Perodua’s presence at KLIMS 2026 carries a weight that no other Malaysian marque can replicate. As the country’s dominant volume carmaker, Perodua has long defined the entry and mass-market segments with models like the Myvi, Axia and Bezza. The QV-E represents a fundamental shift in that narrative. Positioned as Malaysia’s first homegrown battery electric vehicle, it moves Perodua from an EV observer to an active participant in the country’s electrification race.
The stakes are high precisely because the brand controls the widest sales network and the deepest consumer trust among first-time car buyers. Unlike newer EV entrants that must build brand recognition from scratch, Perodua starts with a captive audience. The QV-E’s task is to convince that audience their next car can be electric without sacrificing the financial predictability they associate with the national brand.

The QV-E arrives with a headline vehicle price of around RM80,000 paired with a battery subscription structure. This is arguably its most consequential market feature. By separating the battery cost from the vehicle purchase, Perodua is attempting to mirror the affordability formula that built its ICE empire. For a customer base historically sensitive to upfront cost, the approach lowers the entry barrier to EV ownership without forcing the brand to absorb the full expense of the 52.5 kWh LFP pack.
Whether Malaysian buyers will embrace ongoing subscription fees over conventional financing remains a central consumer question. The structure signals Perodua’s recognition that price accessibility matters more than spec-sheet leadership. If the monthly subscription lands within the fuel-and-maintenance budgets of a typical Myvi owner, the logic becomes compelling. If it creeps toward premium territory, the model risks alienating the very buyers it targets.

On paper, the QV-E offers a WLTP range of roughly 370 kilometres from its 52.5 kWh battery. That figure places it in the same conversation as the Proton e.MAS 5 and BYD ATTO 2, two rivals that have already begun capturing Malaysian EV registrations. The QV-E does not attempt to outclass these competitors on raw range; instead, it seems calibrated to meet the daily commuting and inter-city needs of its existing owner profile.
With an electric motor output of approximately 150 kW, the performance is competitive without being excessive. The real test will be whether Perodua can match the ecosystem confidence that BYD has built through its expanding local presence and charging partnerships. Range anxiety persists among Malaysian buyers less because of absolute numbers and more because of uncertainty around service support and battery longevity.

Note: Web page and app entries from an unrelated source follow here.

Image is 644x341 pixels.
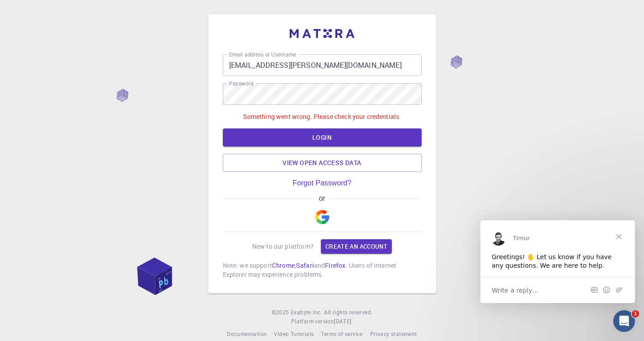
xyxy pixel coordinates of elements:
a: Documentation [227,329,266,338]
a: Safari [296,261,314,269]
button: LOGIN [222,129,422,146]
a: View open access data [222,153,422,172]
span: [DATE] . [333,317,353,324]
iframe: Intercom live chat message [480,220,635,302]
img: Google [315,210,329,224]
iframe: Intercom live chat [613,310,635,332]
a: Exabyte Inc. [290,308,322,317]
p: New to our platform? [252,242,313,251]
a: Privacy statement [370,329,417,338]
a: Chrome [272,261,295,269]
span: Privacy statement [370,330,417,337]
p: Note: we support , and . Users of Internet Explorer may experience problems. [222,261,422,278]
a: Forgot Password? [293,179,352,188]
a: Create an account [321,239,391,254]
label: Password [229,80,253,87]
span: 1 [631,310,638,317]
a: Firefox [325,261,345,269]
a: [DATE]. [333,317,353,326]
p: Something went wrong. Please check your credentials. [243,112,401,121]
label: Email address or Username [229,51,296,58]
span: or [314,194,329,202]
span: © 2025 [272,308,290,317]
a: Terms of service [321,329,362,338]
span: Platform version [291,317,333,326]
span: Video Tutorials [274,330,313,337]
span: Exabyte Inc. [290,308,322,315]
a: Video Tutorials [274,329,313,338]
span: All rights reserved. [324,308,372,317]
span: Documentation [227,330,266,337]
span: Terms of service [321,330,362,337]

Perodua has indicated a production ramp-up through 2026, yet the model’s market timing faces scrutiny. While the brand expanded its booking outlets after the December 2025 launch, industry registration data from early 2026 suggests the QV-E had not yet appeared in volume delivery figures at that stage. This creates a narrative gap that Perodua must close quickly.
Proton’s e.MAS 5 has already demonstrated that Malaysian consumers are willing to buy local-brand EVs in large numbers, provided the supply chain and service infrastructure are ready. Perodua cannot afford to let its traditional sales dominance translate into an EV followership role. The window for claiming national-brand EV leadership is narrowing as Chinese marques scale up their local assembly plans.

KLIMS 2026 reveals Perodua’s dual challenge. The brand must protect its ICE foundation, represented by the unchanged core lineup visible alongside the QV-E, while proving it can execute an entirely different powertrain business model. The QV-E is therefore not merely a product launch; it is a statement that Malaysia’s national champion intends to shape, not just observe, the low-carbon transition.
If Perodua leverages its Rawang manufacturing footprint and nationwide dealer density to deliver consistent service and transparent subscription terms, the QV-E could redefine what an affordable national-brand EV looks like in Southeast Asia. KLIMS is the stage where that promise is displayed, but the market will judge it on delivery reliability and total cost of ownership, not launch rhetoric.